40 years on: Shooting on Star Wars ends with the film's opening scenes

Darth Vader arrives on the Rebel
blockade runner in Star Wars 


Forty years ago this Saturday 
– on July 16 1976 – George Lucas was able to call "It's a wrap" as principal photography on Star Wars finally finished. The final days of filming had been hurried, with multiple camera crews working under huge pressure. Yet they turned out to be some of the most memorable moments of the film. Episode Nothing looks at the scenes which were the last to be shot, but first in the film. 



Sunday, 23 August 2015

Casting Star Wars: How George Lucas and Brian De Palma found their stars

The alternative cast for Star Wars: Will Seltzer (Luke Skywalker), Christopher Walken (Han Solo),
Terri Nunn (Princess Leia)

Brian De Palma’s Carrie is well worth owning on Blu-Ray just because it’s a great horror film – and a reminder of how much talent was around in 1970s commercial cinema. But for anyone interested in Star Wars in the 1970s, the UK and Ireland Blu-Ray release of the film contains a bonus feature that makes fascinating viewing.

Friday, 29 May 2015

Star Wars: The Deleted Scenes #4: Threepio takes the wheel

Threepio takes the wheel of the landspeeder in
one of 
Star Warsdeleted scenes

In our continuing look at the deleted scenes of Star Wars, we discover that See Threepio can do something useful other than talk – and we watch George Lucas grapple with the question of which bits of the story to leave out.
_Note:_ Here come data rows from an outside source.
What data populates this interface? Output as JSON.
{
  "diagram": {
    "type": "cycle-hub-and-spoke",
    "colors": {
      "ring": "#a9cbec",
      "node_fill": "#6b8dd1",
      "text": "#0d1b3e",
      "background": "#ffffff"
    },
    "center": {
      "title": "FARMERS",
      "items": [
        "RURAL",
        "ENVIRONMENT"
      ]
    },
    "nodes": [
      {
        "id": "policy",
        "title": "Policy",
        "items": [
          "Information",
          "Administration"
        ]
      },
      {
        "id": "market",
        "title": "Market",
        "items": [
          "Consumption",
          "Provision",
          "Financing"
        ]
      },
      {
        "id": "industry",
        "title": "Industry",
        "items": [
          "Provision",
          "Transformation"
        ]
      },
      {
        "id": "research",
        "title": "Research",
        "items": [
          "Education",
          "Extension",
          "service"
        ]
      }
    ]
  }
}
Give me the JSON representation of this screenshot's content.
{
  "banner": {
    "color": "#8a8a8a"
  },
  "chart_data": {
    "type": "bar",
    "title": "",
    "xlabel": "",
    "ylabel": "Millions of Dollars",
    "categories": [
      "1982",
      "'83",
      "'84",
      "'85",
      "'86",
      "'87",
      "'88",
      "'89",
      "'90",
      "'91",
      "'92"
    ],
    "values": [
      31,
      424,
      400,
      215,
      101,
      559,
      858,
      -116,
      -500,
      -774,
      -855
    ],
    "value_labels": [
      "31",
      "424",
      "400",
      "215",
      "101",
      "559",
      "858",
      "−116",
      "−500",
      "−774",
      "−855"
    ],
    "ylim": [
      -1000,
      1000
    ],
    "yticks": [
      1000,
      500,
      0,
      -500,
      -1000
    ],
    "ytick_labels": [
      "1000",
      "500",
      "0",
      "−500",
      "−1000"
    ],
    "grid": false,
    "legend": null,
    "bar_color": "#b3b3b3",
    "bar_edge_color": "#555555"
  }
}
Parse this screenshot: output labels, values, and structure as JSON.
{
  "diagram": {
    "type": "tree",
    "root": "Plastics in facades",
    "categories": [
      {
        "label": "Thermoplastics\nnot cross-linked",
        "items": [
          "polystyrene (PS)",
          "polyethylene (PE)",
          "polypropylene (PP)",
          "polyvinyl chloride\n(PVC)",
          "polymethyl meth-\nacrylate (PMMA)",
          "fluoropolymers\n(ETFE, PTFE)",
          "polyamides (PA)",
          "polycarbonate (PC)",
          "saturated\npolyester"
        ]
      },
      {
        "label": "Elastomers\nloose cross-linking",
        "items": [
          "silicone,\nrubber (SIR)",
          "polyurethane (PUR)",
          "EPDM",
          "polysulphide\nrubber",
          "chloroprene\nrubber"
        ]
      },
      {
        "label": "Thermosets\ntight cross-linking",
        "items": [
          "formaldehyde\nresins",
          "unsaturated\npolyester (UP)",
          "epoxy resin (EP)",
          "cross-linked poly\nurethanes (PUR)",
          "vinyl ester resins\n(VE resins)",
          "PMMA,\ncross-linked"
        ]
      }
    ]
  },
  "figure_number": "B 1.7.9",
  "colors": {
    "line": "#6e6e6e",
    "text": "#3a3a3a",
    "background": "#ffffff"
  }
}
Thursday, 20 November 2014

Elstree Studios: the home of Star Wars turns 100

The Star Wars crew shooting Darth Vader at Elstree Studios

One hundred years have gone by since a film company with the appropriately space-themed name Neptune founded what would become the home of Star Wars.

Friday, 23 August 2013

Gilbert Taylor, director of photography on Star Wars, dies aged 99

Gil Taylor with George Lucas on the set of Star Wars. Picture: Fansided.com

Gilbert Taylor, the British director of photography on Star Wars and on dozens of other great movies, died on Friday August 23 at his home on the Isle of Wight. He was 99, which surely makes him the longest-lived member of the Star Wars crew.

Tuesday, 6 August 2013

John Dykstra, ILM and the special effects of Star Wars

The special effects of Star Wars – 
fine just the way they were

On its first release, the thing reviews of Star Wars seemed to dwell on more than anything else was, perhaps inevitably, the special effects.

It's not that films hadn't had great visual effects before. 2001: A Space Odyssey almost certainly contained individual effects shots of higher quality than those of Star Wars. But films had never had so many great effects, flitting by so fast.

Wednesday, 24 July 2013

Wars-weary: The production of Star Wars and how George Lucas's stress made for a great movie

How not to dress for a heatwave:
Chewbacca's fur is combed on
the set of Star Wars

Here in the UK, we've been experiencing a heatwave. Or at least, what passes for one in Britain. So what better time to reflect on the summer of 1976, when Britain was sweltering in the most famous heatwave of modern times – and a young film director was struggling to make a science fiction movie.